Hardware Lyfe

Hi – we’ve been a little distracted by the holidays and more recently, the terribly cold weather (for Texas and me—some of you are made of sterner stuff). In spite of my preparations, we didn’t have hot water for two days, but it’s thawed now with no damage. This is when I break out the Twines to monitor areas of concern.

screenshot of Twine dashboard

Mechanicals

series of printed case prototypes

I’m asymptotically approaching final mechanical design. This is the part of the process that separates us hardware sickos from the rest. Iteration cycles bring progress so slow that it can be disheartening. And we’re on the verge of committing tens of thousands of dollars for injection molds we can’t significantly change. I’m experienced with this but that doesn’t mean I’m fearless.

Part of the recent slog is conversations with our injection molder to optimize the design to bring down the tooling cost and improve moldability (will the plastic flow without creating weak spots or cosmetic flaws, will the part pop out when done, etc). It’s by far the most expensive part of making Pickup, and we’re on a tight budget. But it’s nice having a manufacturing partner with the same business hours to answer your questions quickly.

That said, I’m not going to sacrifice speed for quality. I think I’m a week or two away from freezing the design, but I’ve been printing models like crazy to fine tune fit and bits of functionality. 

Plastic Part Design for Injection Molding: An Introduction, Robert A. Malloy

I’ve also been digging into this thrilling book, and I’m such a nerd about this that I have to stop myself from reading beyond my immediate need. But if you’re ever pondering injection molded parts, I’m here for you.

Electronics

Last update I mentioned that Jeremy ordered prototype boards. These have been painfully hand-assembled and booted up.

front and back of populated Pickup proto board

He’s working through bringing up all the I/O now. Here’s the CO2/rH sensor producing its first raw data:

CO2 sensor board, Pickup and debugger board with screenshot of CO2 readings

And here’s checking data from the spectrometer:

sensor board in green light, screenshot of raw spectra values

And with both mechanicals and electronics getting close to done, we can bring them together to test rigidity of the assembly and that everything lines up.

Jeremy putting prototypes together.
proto board in proto case, lit up

Next

Jeremy’s continuing to crank through sensor modules and we’ve been wrangling with the little problems that come up when you take things from prototype to production. I’ve also been sourcing lots of little parts like connectors and cables, and I’m going to be ordering them.

I’ll be ordering tooling and getting back to software. There, it’ll feel like progress is coming faster and we’ll have more frequent updates. Thank you for your patience!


WHAT IS REQUIRED. Copy the lines running from the one that contains "At what (x,y)" to the end of the entries below, exactly and with no pictures.

========================

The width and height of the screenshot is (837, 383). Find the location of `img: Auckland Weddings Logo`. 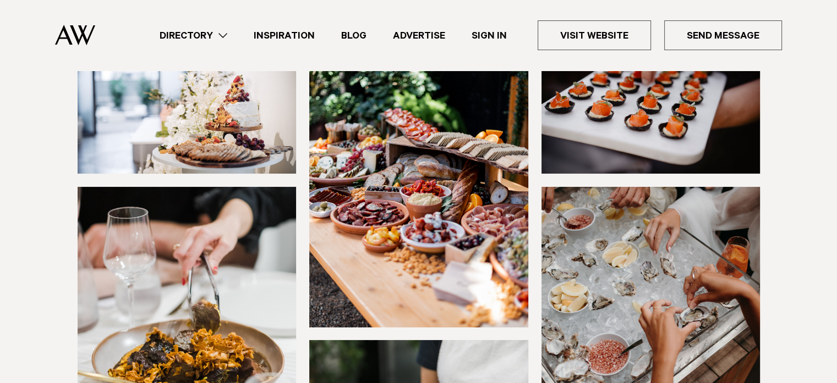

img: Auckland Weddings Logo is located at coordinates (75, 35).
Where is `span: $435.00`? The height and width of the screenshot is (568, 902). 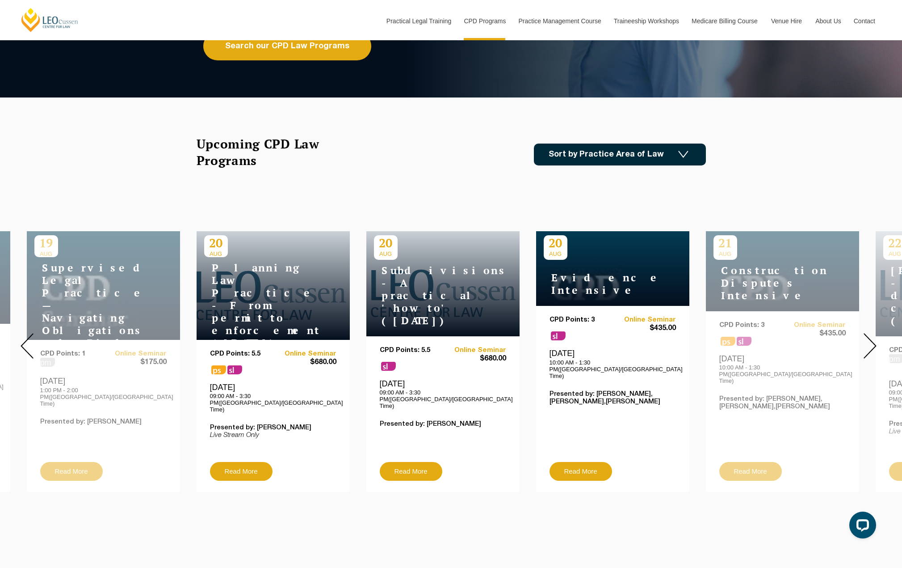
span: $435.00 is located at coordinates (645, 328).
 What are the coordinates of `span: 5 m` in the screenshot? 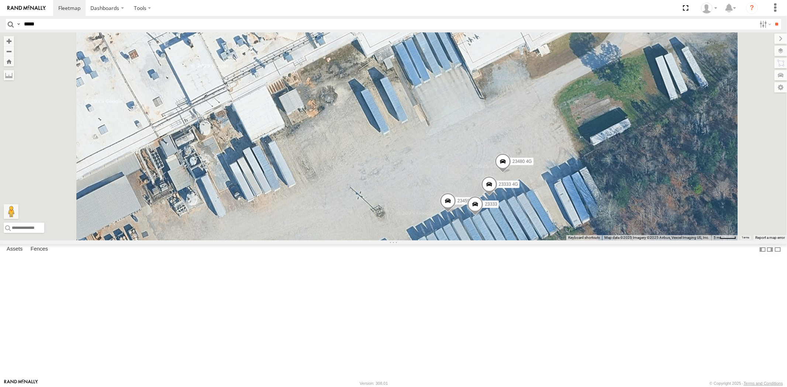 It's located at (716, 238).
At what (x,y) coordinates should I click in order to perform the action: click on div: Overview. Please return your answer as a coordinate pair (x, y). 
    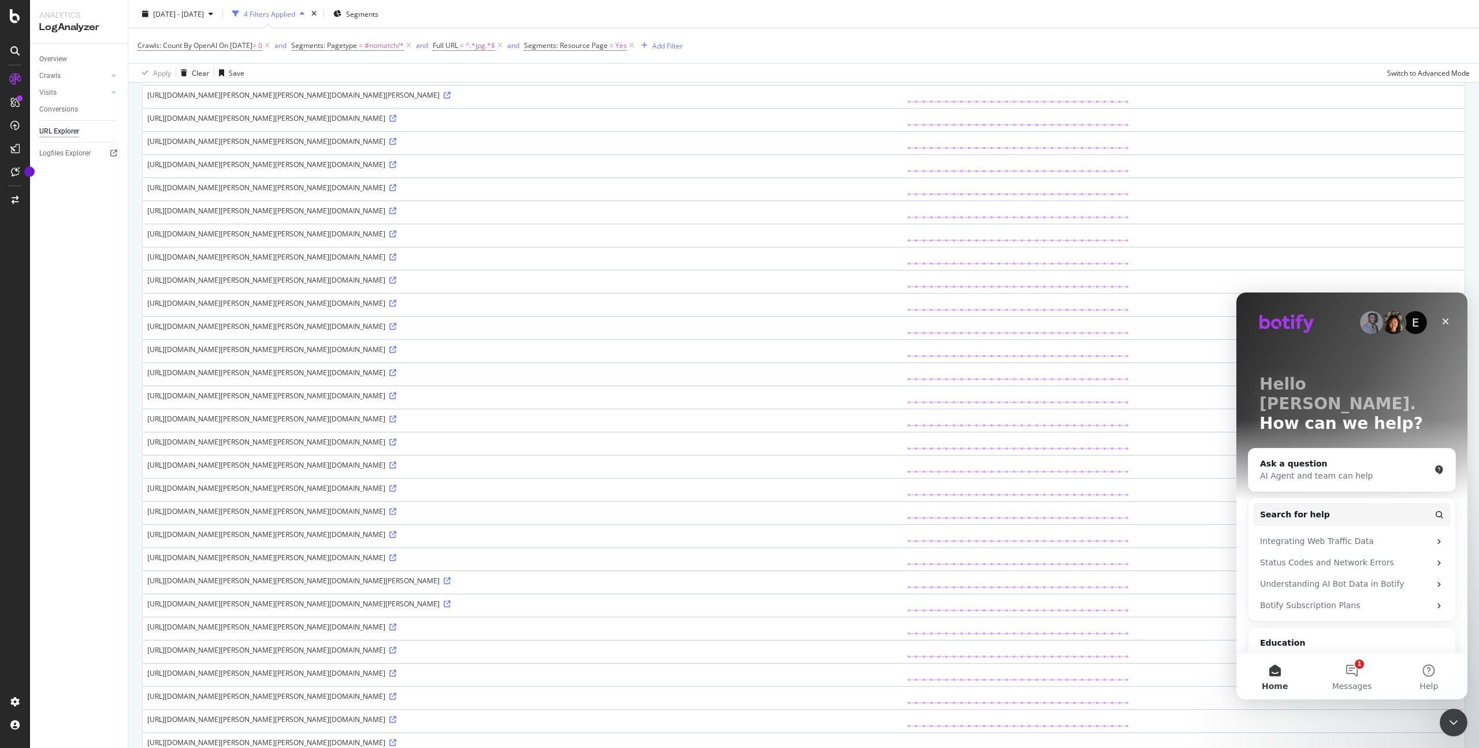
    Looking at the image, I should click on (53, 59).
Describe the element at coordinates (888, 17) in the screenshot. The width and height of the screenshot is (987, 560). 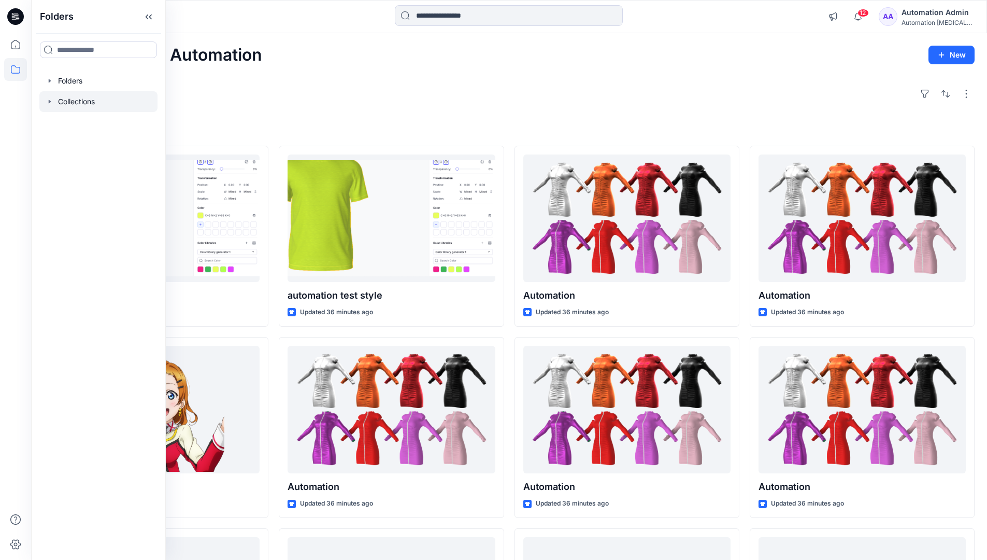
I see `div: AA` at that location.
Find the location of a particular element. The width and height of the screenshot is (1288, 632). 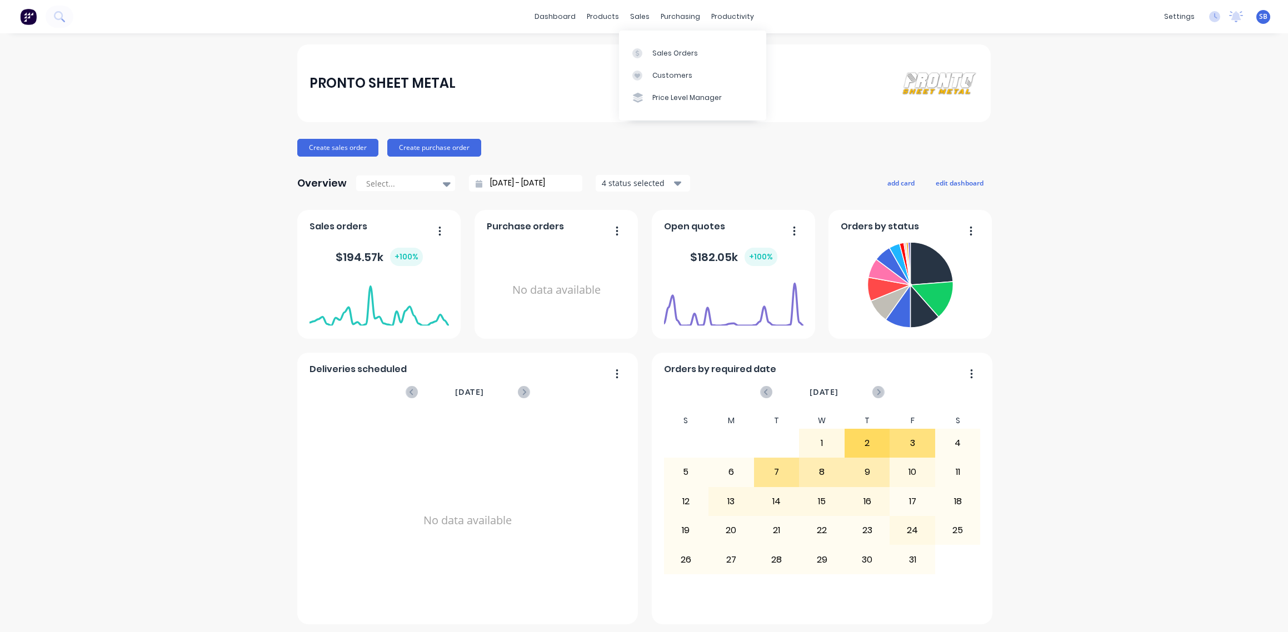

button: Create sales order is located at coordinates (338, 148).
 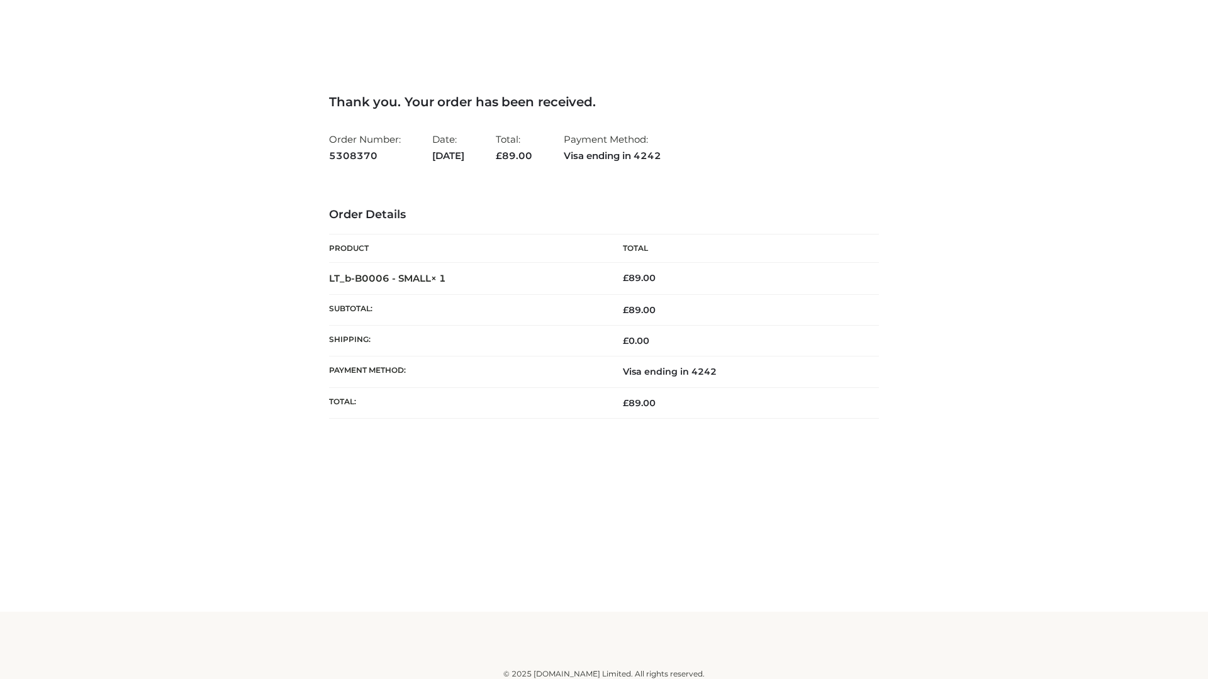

========================

EXERCISE ANSWER.
At what (x,y) coordinates should I click in order to perform the action: click on div: Overview. Please return your answer as a coordinate pair (x, y). 
    Looking at the image, I should click on (53, 59).
Describe the element at coordinates (888, 17) in the screenshot. The width and height of the screenshot is (987, 560). 
I see `div: AA` at that location.
Find the location of a particular element. The width and height of the screenshot is (1288, 632). 

button: Create sales order is located at coordinates (338, 148).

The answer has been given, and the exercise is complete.